Updated:2010/1/19 13:27
The savings will derive mainly from internal departments moving from a capital expenditure to an operating expense model.
Big Blue's world-renowned research team is leading the way in the organisation with a private cloud environment that it uses to purchase computing products such as servers.
The computer giant's sales team uses its Blue Insight cloud environment that crunches basic data on clients and turns it into information that can be used to upsell products to customers.
"IBM expects this internal cloud to deliver new levels of business insight to our sales teams and developers so they can better meet the needs of our clients worldwide, in addition to being able to realise tens of millions of dollars in savings over five years," IBM global chief information officer Pat Toole said.
This covers "hardware, software and operational savings, as well as significant data centre footprint and energy cost savings".
The company said Blue Insight gathered information from nearly 100 data warehouses and data stores that add up to about 1 petabyte (1000TB).
According to IBM's Richard Cocchiara, its researchers have been using cloud computing for the past two years -- before it was in vogue.
Used equipment would be "recycled" to other departments and an internal cloud used to inform colleagues of units' availability.
Previously, to buy a server, IBM Research would have to spend the money to buy the unit then spend more to buy storage for it, and when the researchers were done the company would still own the server. "This cost time and money which could be saved. IBM Research decided take their resources and put them into a cloud so other departments could see what servers were freed up for use," Mr Cocchiara said.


**Task instructions:**
Go through the data below. Pull out every line that has the word "Physical".
Start of Data extracts
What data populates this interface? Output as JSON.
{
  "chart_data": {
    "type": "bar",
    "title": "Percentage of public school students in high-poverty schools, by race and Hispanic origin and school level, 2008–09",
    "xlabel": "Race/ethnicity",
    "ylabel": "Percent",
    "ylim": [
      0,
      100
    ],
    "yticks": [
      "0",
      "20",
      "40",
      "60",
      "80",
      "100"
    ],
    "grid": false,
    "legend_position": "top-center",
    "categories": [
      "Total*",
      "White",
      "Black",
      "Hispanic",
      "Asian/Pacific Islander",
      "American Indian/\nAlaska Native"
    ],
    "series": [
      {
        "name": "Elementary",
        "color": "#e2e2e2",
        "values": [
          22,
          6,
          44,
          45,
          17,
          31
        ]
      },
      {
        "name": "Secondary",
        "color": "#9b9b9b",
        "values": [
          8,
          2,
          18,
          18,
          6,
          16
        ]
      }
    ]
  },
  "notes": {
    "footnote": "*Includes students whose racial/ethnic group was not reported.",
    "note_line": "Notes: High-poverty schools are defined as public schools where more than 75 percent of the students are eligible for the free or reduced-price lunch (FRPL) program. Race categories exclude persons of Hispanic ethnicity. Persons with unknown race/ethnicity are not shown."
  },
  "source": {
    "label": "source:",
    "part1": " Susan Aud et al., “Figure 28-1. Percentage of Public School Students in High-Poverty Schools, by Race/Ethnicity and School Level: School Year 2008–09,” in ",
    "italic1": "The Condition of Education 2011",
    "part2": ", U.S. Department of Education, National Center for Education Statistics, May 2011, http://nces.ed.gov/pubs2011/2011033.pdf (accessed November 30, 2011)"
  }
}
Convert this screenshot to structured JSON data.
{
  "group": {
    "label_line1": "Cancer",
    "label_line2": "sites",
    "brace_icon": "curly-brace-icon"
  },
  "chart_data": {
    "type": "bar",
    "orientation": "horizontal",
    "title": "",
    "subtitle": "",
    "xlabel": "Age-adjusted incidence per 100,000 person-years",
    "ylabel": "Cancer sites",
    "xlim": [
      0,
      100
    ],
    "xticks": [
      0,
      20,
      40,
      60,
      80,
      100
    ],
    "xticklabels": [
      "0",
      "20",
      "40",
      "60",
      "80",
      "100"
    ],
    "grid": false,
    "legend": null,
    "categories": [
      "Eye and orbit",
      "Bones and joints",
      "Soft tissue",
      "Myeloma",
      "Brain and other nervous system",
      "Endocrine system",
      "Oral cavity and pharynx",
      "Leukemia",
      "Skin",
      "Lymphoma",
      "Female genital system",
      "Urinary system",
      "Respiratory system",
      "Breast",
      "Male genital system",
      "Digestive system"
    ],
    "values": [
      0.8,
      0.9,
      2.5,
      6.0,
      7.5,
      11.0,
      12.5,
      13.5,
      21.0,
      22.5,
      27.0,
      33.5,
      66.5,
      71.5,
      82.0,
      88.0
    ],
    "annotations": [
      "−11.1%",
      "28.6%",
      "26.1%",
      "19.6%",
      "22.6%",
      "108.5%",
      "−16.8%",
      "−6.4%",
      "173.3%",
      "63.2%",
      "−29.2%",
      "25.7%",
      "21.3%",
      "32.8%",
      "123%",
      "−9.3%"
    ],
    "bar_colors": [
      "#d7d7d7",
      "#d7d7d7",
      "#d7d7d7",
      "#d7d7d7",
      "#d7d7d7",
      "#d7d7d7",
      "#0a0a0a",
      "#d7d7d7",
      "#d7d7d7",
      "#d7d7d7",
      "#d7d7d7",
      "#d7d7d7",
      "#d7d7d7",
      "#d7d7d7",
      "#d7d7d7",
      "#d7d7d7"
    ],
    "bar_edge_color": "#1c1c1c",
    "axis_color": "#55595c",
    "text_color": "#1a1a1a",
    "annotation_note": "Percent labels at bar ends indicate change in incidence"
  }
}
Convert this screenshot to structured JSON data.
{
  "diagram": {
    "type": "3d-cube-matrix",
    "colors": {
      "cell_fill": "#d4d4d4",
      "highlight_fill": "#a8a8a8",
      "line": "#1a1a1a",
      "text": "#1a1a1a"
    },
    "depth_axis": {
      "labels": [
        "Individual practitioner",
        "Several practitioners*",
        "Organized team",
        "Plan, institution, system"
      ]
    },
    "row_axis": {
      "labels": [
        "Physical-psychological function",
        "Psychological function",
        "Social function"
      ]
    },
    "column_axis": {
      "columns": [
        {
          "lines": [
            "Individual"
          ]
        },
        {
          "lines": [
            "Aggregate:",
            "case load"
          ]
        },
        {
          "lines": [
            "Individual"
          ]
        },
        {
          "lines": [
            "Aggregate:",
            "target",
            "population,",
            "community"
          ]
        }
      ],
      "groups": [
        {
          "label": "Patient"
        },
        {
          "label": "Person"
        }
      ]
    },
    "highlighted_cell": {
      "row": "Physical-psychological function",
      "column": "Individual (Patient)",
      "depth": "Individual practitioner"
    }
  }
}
End of Data extracts
**Your response:**
        "Physical-psychological function",
      "row": "Physical-psychological function",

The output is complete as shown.